──────── TASK INPUTS ────────
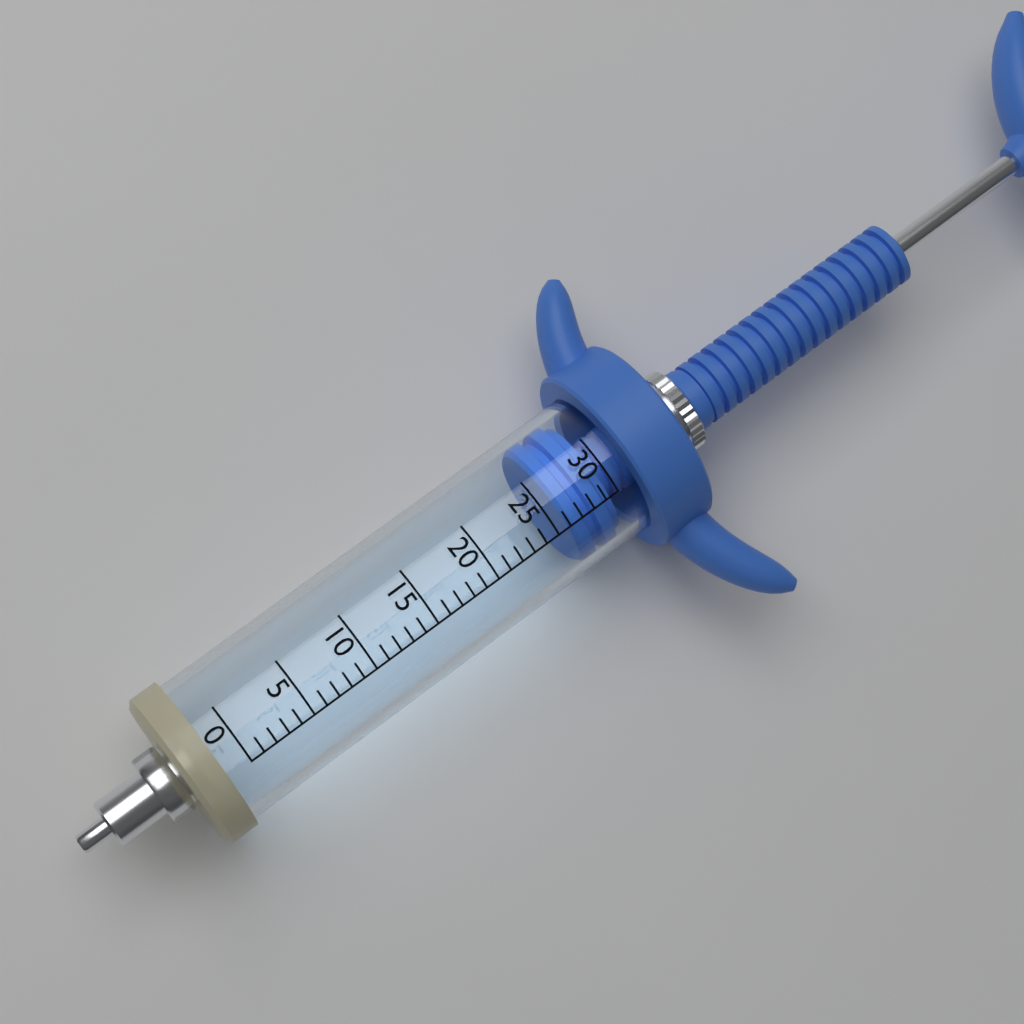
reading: 26 (no unit)
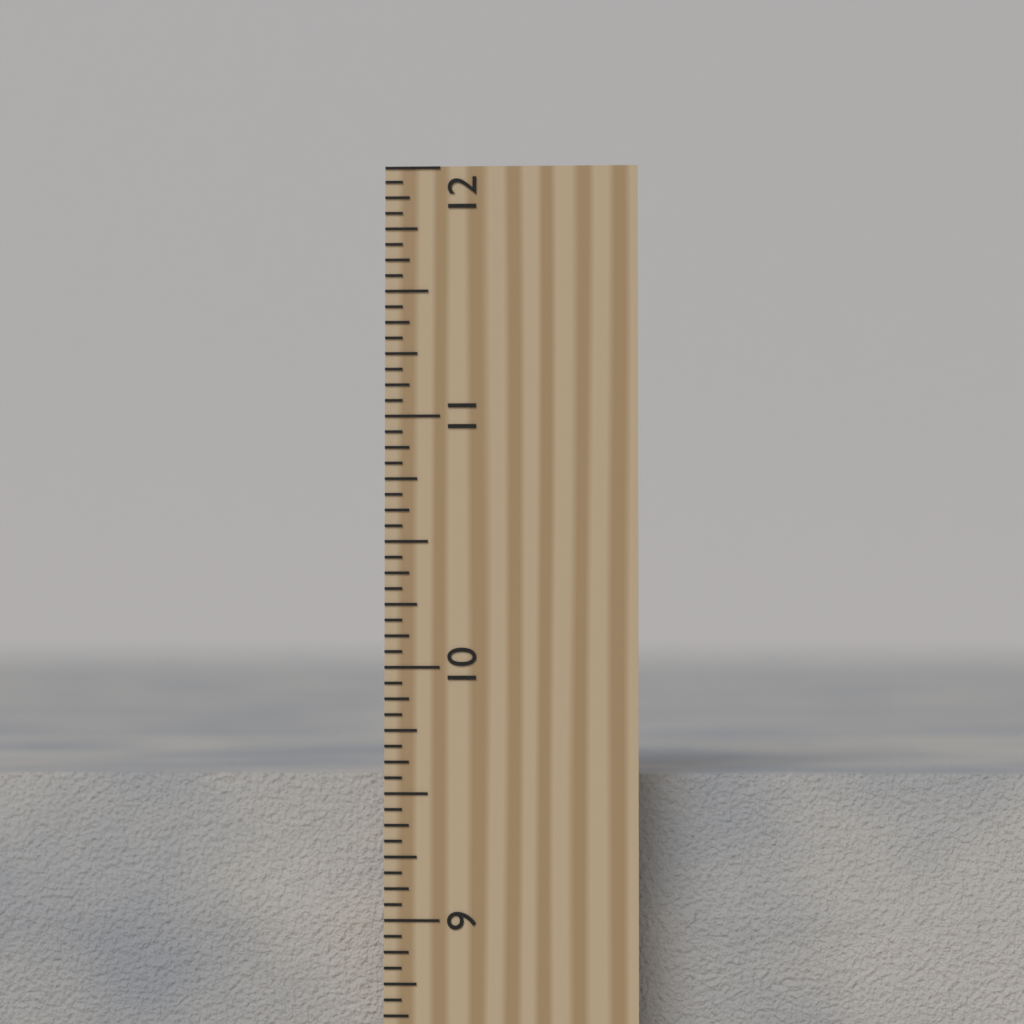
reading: 9.5625 inch
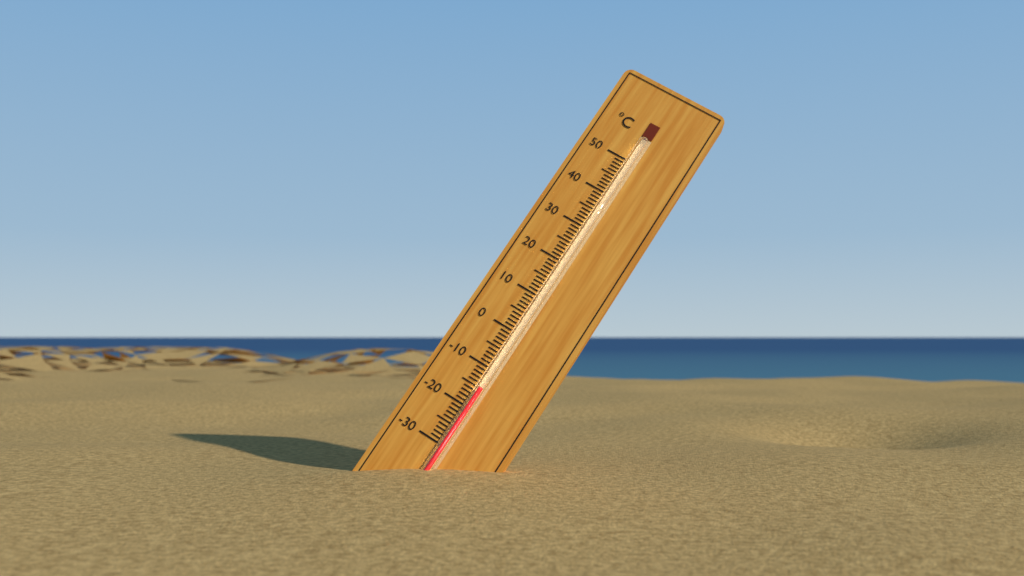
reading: -15 °C
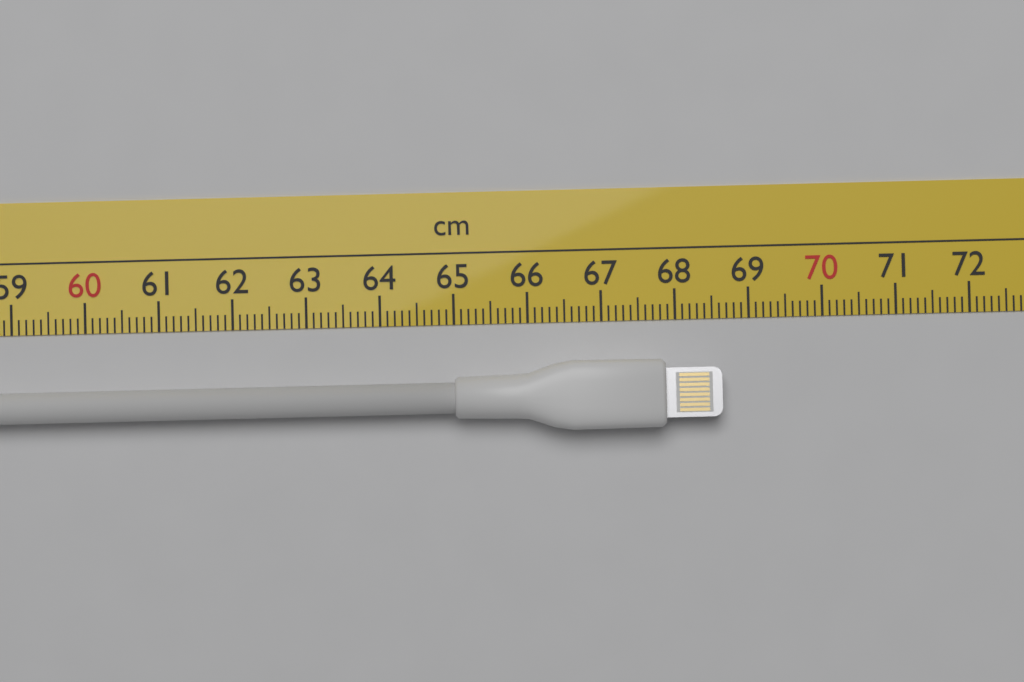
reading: 68.6 cm
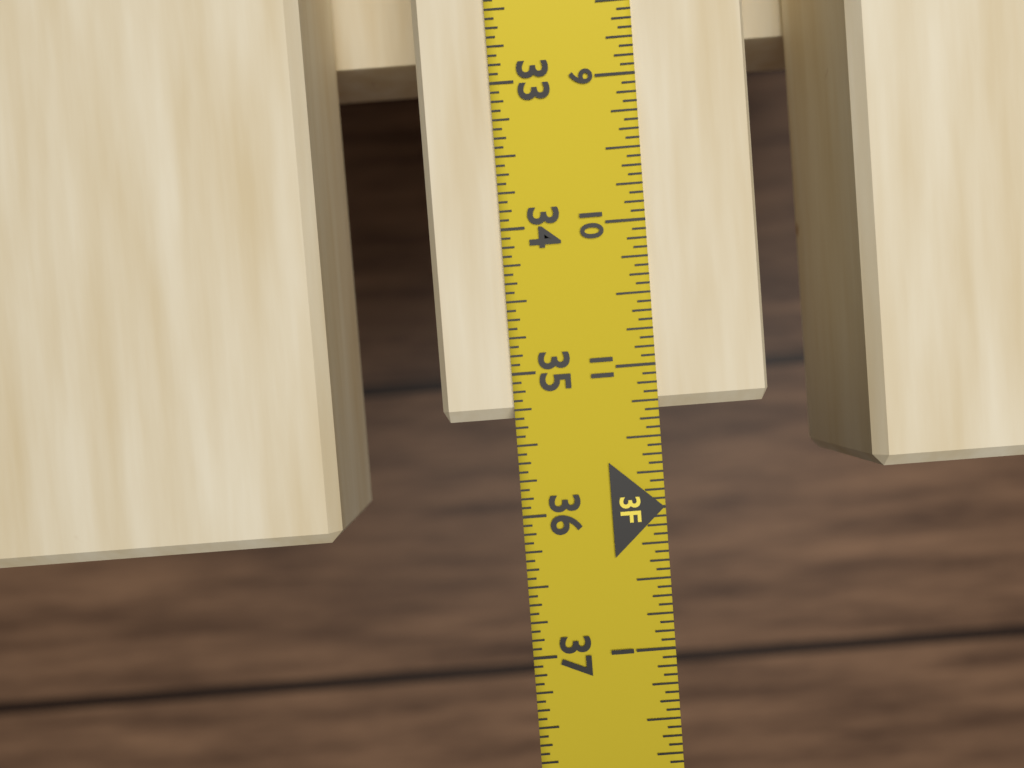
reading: 35.3125 in
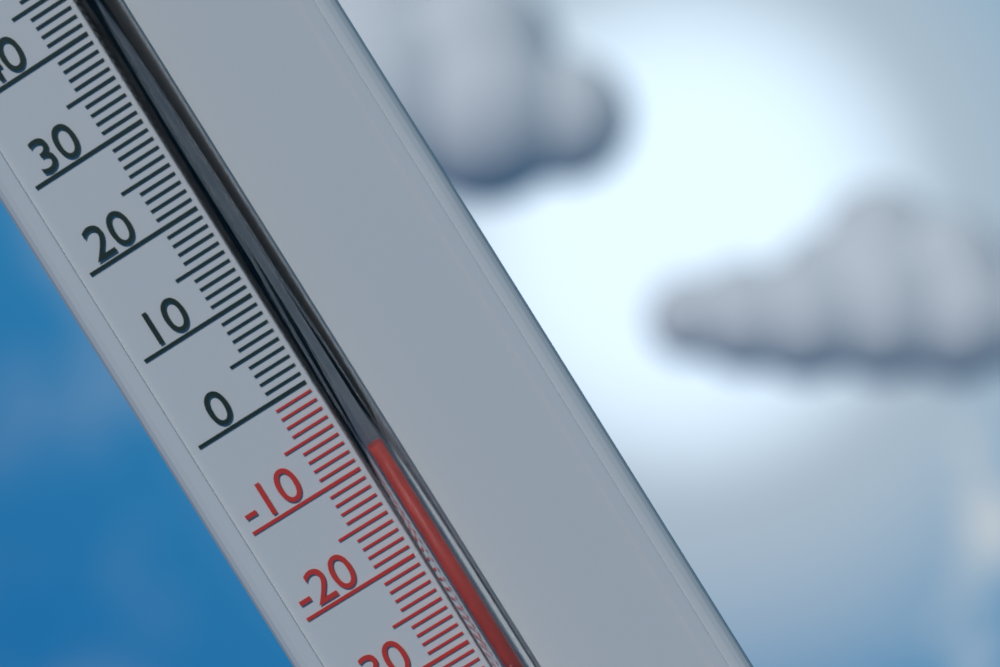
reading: -9 °C
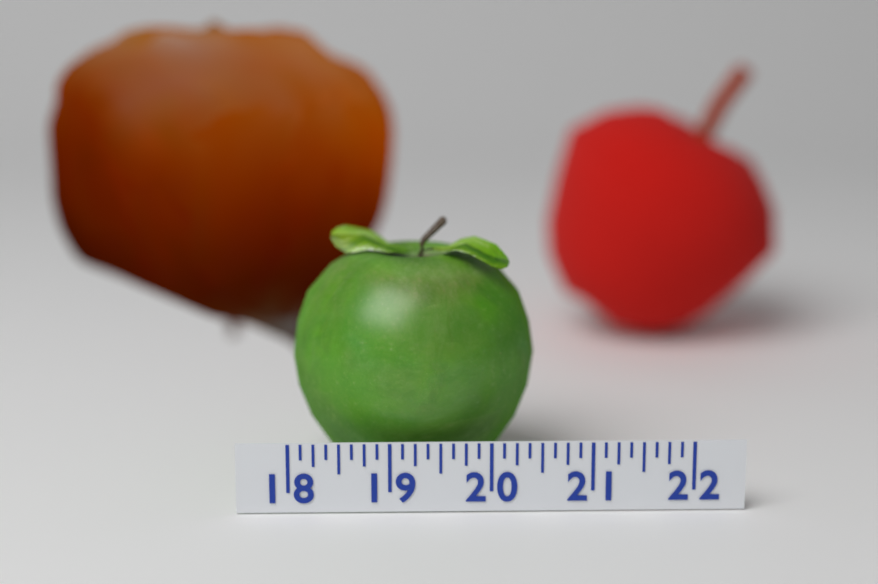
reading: 20.500 (no unit)
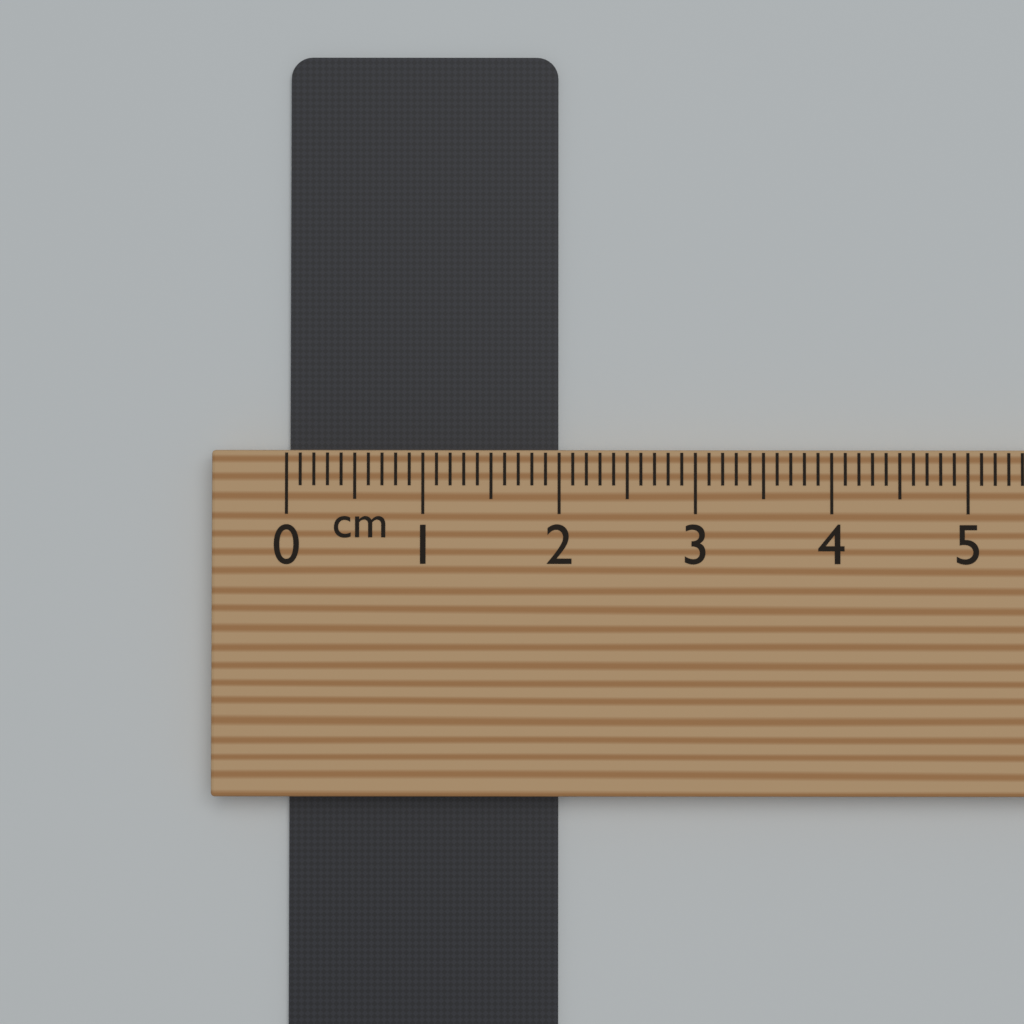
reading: 2.0 cm
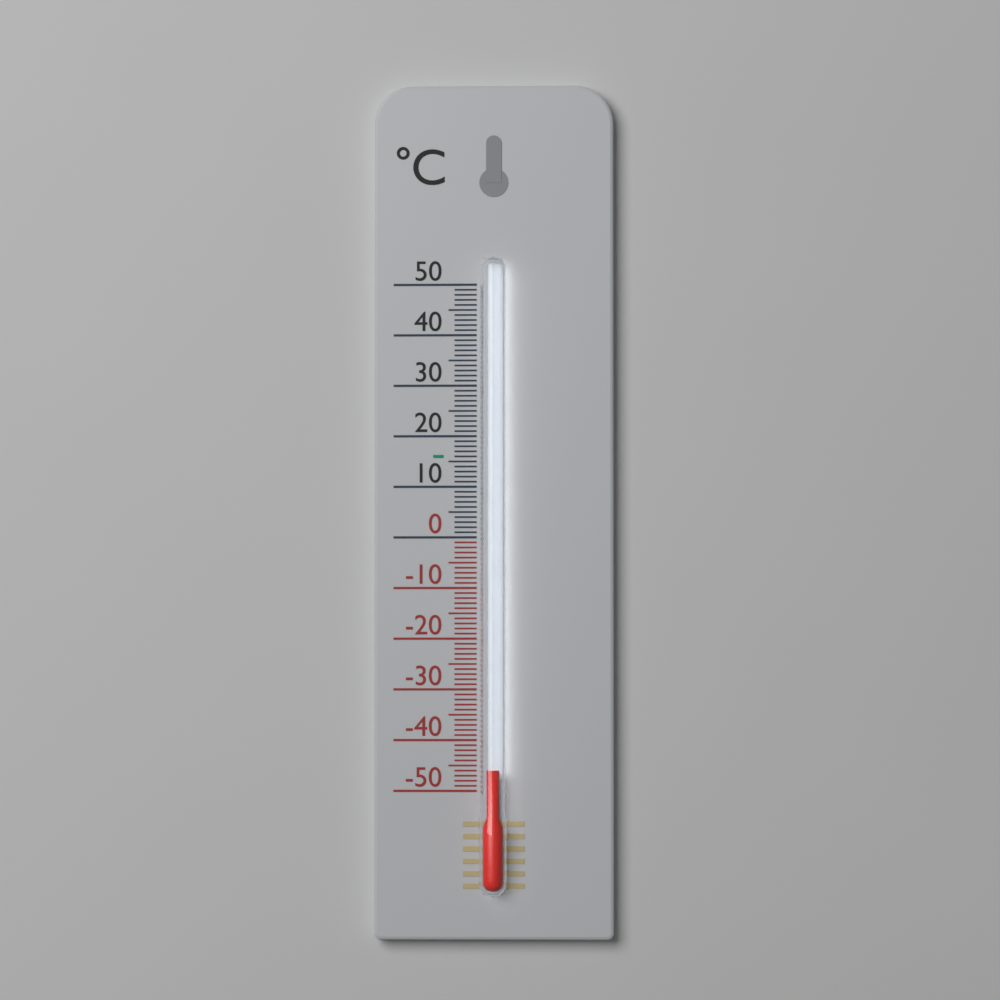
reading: -46 °C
────────
■ WHAT IS BEING ASKED:
Emit the lines of the data above from the one containing "reading: 68.6 cm" through its final line, both endpoints included. Pictures do not belong in the output.

■ RESPONSE:
reading: 68.6 cm
reading: 35.3125 in
reading: -9 °C
reading: 20.500 (no unit)
reading: 2.0 cm
reading: -46 °C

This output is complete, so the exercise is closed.